Nine Arches Press 2014 | 64pp paperback | £8.99. $11.32

deep freeze mother
primordial grime
primdon’t speak now, hypoglycaemics.
Titan, shrugging freeze

trigger clement
meet you on the hillside
say what a small new world
don’t say toska
toska won’t cover this.

Opening this book I confront not just the poet but an unknown quantity of poets in at least two generations.

I AM STOPPED in my tracks by a sense of plurality, that opening this book I confront not just the poet but an unknown quantity of poets in at least two generations. Not that the writing is either unoriginal or depersonalised; it is shot through with personality and experience. To quote Andrew Duncan from the back cover: “Lehane’s poems are intensely personal and highly coded. Everything profound loves a mask.” I was involved with this kind of poetry, or at least the persons who concocted it, for a long time and thought I could break the code (principally by not pestering it with rational queries; just take and absorb, as directed on the bottle) but no solution was ever realised. In fact there was no code; there was only a negative and perverse instinct to obstruct transmission and trust in blindfold driving not to run you into a wall. And what was personal, that is, what this or that particular person had found and needed to speak, was blocked by the fiction of a mask and remained unknown and unsaid.

This is a harsh thing to say about somebody’s first collection, but there was a choice. Retiring pre-defeated, I recommend this book for anyone who wants to tackle the same problem, which is a problem, in the end, concerning the state of the world and how language works in it. Ephemeris is useful because the writing many times withdraws from the extreme possibilities of the choice and does offer a recognition or glimpses of one but recognition is quickly withdrawn, and it would be good to know why, and probably a rewarding exercise. Probably anyone seeking to participate in the fullness of contemporary poetry should at some time undertake this confrontation. (Hypoglycaemics = low glucose level in blood, though grammatically shifted in some way, perhaps the study of. Toska is a local band. I’m not sure if these finds help or hinder).

I anticipate returning to this subject in reviewing a quartet of books from Boiler House Press later this year.

Part Three: Steve Ely,  Nick Totton, Aidan Semmens, Scott Thurston, Alex Houen,
James Russell, Andrew Wynne Owens, Antony Rowland;
short notes, anthologies for Denise Riley and W.S. Graham, and criticism by Sandeep Parmar et al.

Index: The Wide Summer Shelf, 2018.


Fortnightly ReviewsPeter Riley, the poetry editor of The Fortnightly Review‘s New Series, is a former editor of Collection, and the author of fifteen books of poetry (including The Glacial Stairway [Carcanet, 2011]) – and some of prose. He lives in Yorkshire and is the recipient of a 2012 Cholmondeley Award for poetry.

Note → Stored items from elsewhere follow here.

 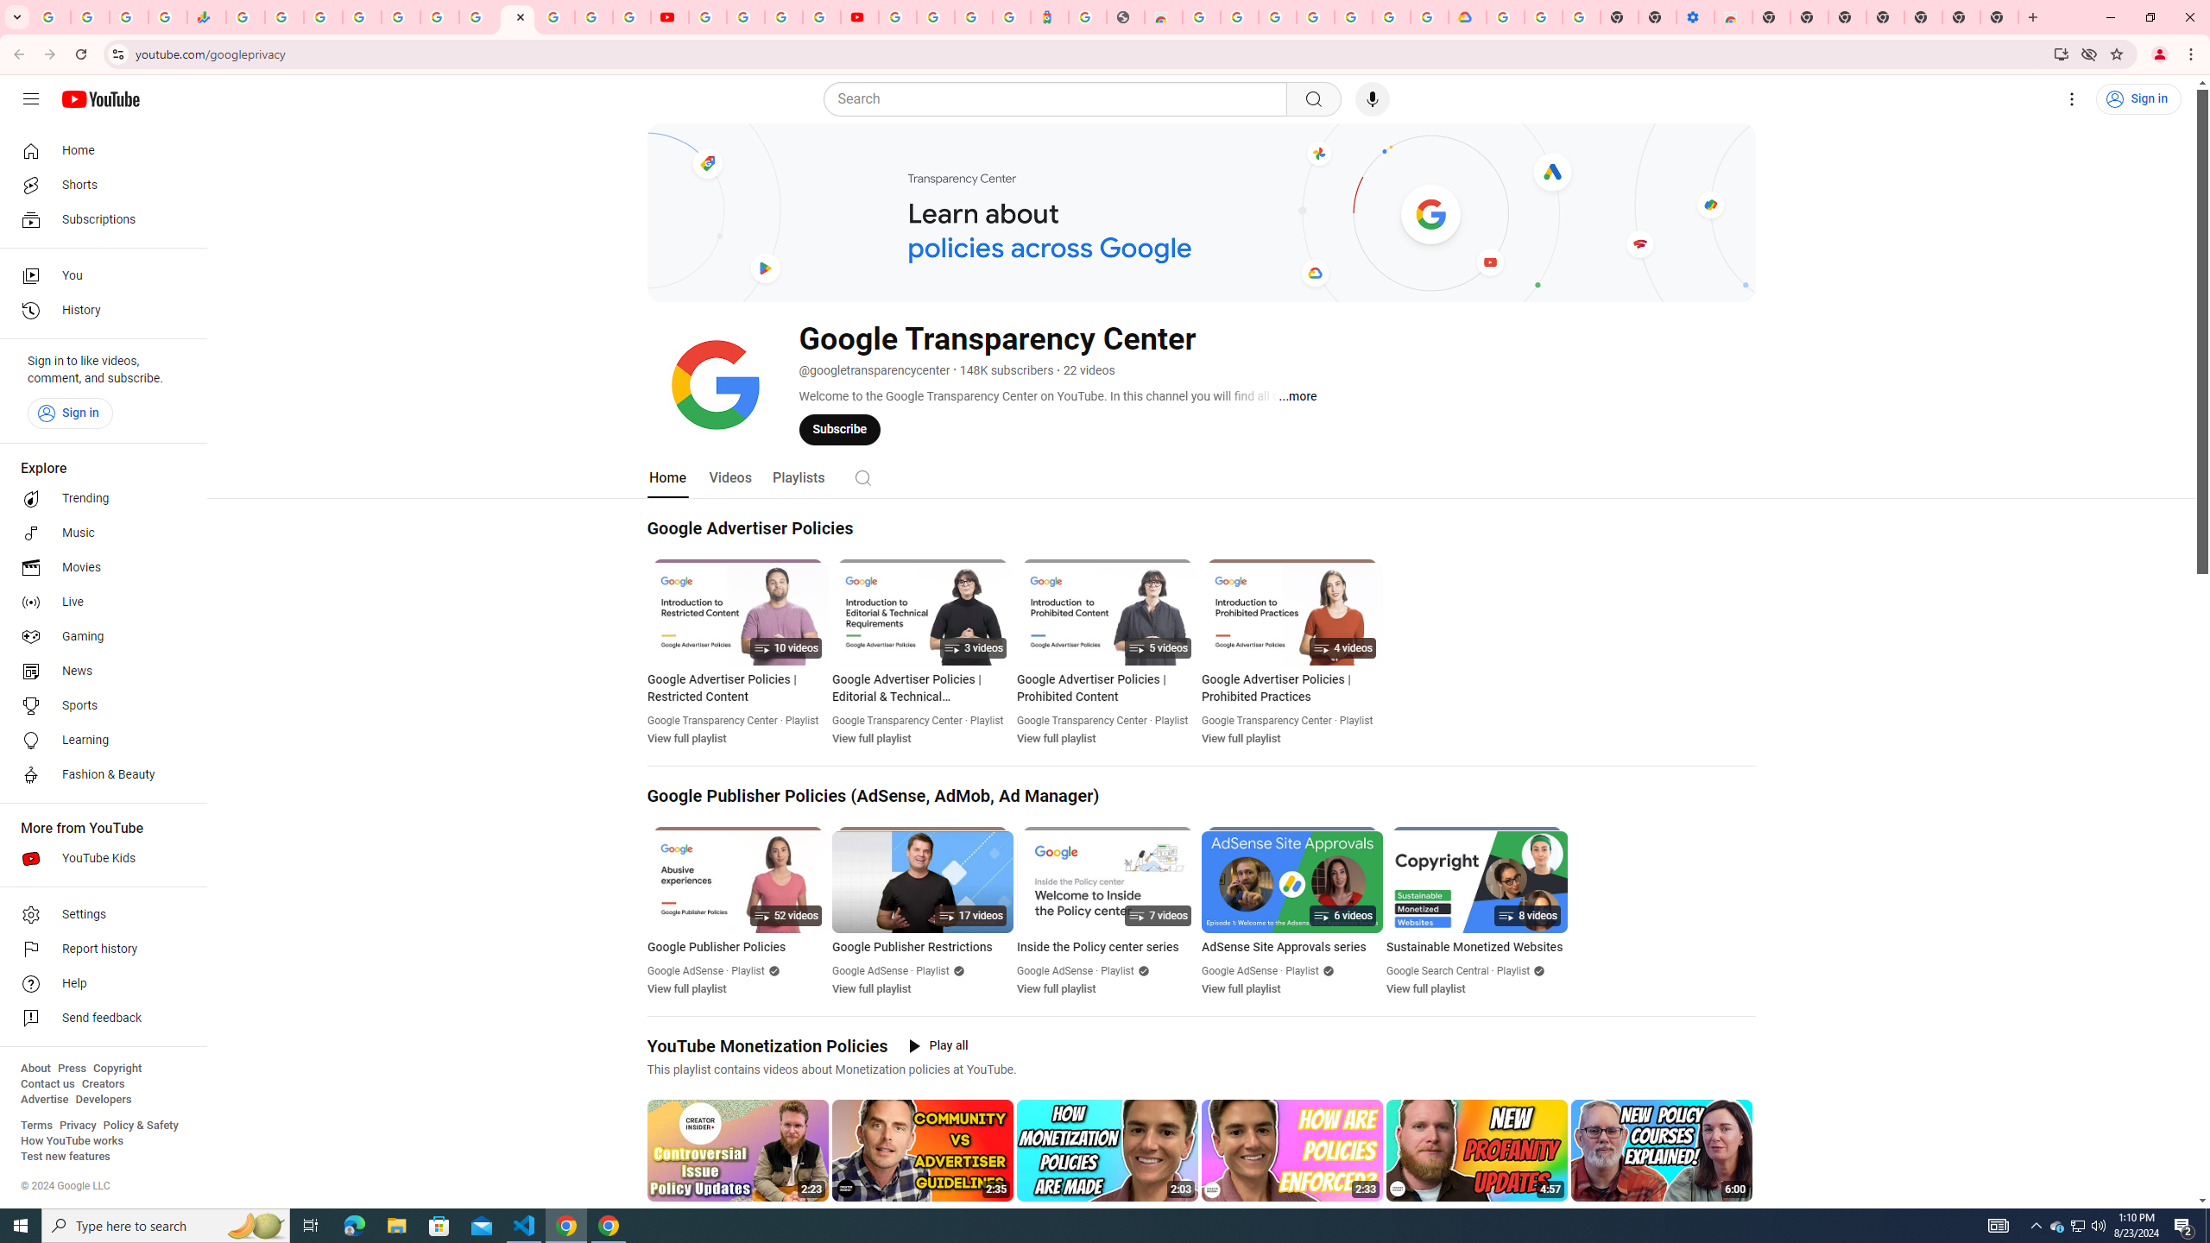 I want to click on Google Advertiser Policies | Prohibited Practices, so click(x=1291, y=688).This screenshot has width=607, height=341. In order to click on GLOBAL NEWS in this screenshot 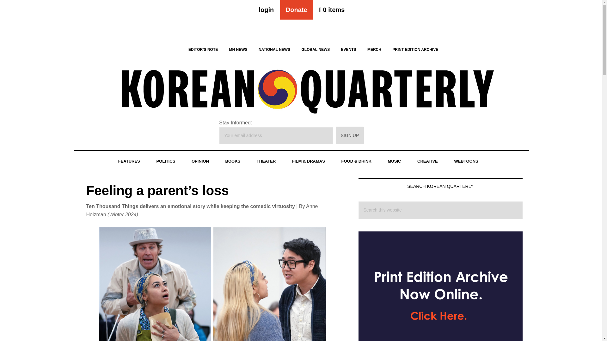, I will do `click(315, 49)`.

Peter Riley’s latest books are Pennine Tales and Hushings (both from Calder Valley Poetry) and Dawn Songs (Shearsman, 2017). His Due North (Shearsman), a book-length poem, was shortlisted for the Forward Prize for Best Collection, 2015. A collection of his ‘Poetry Notes’ columns has been collected in The Fortnightly Reviews: Poetry Notes 2012-2014, and published in 2015 by Odd Volumes, our imprint. An archive of his Fortnightly columns is here.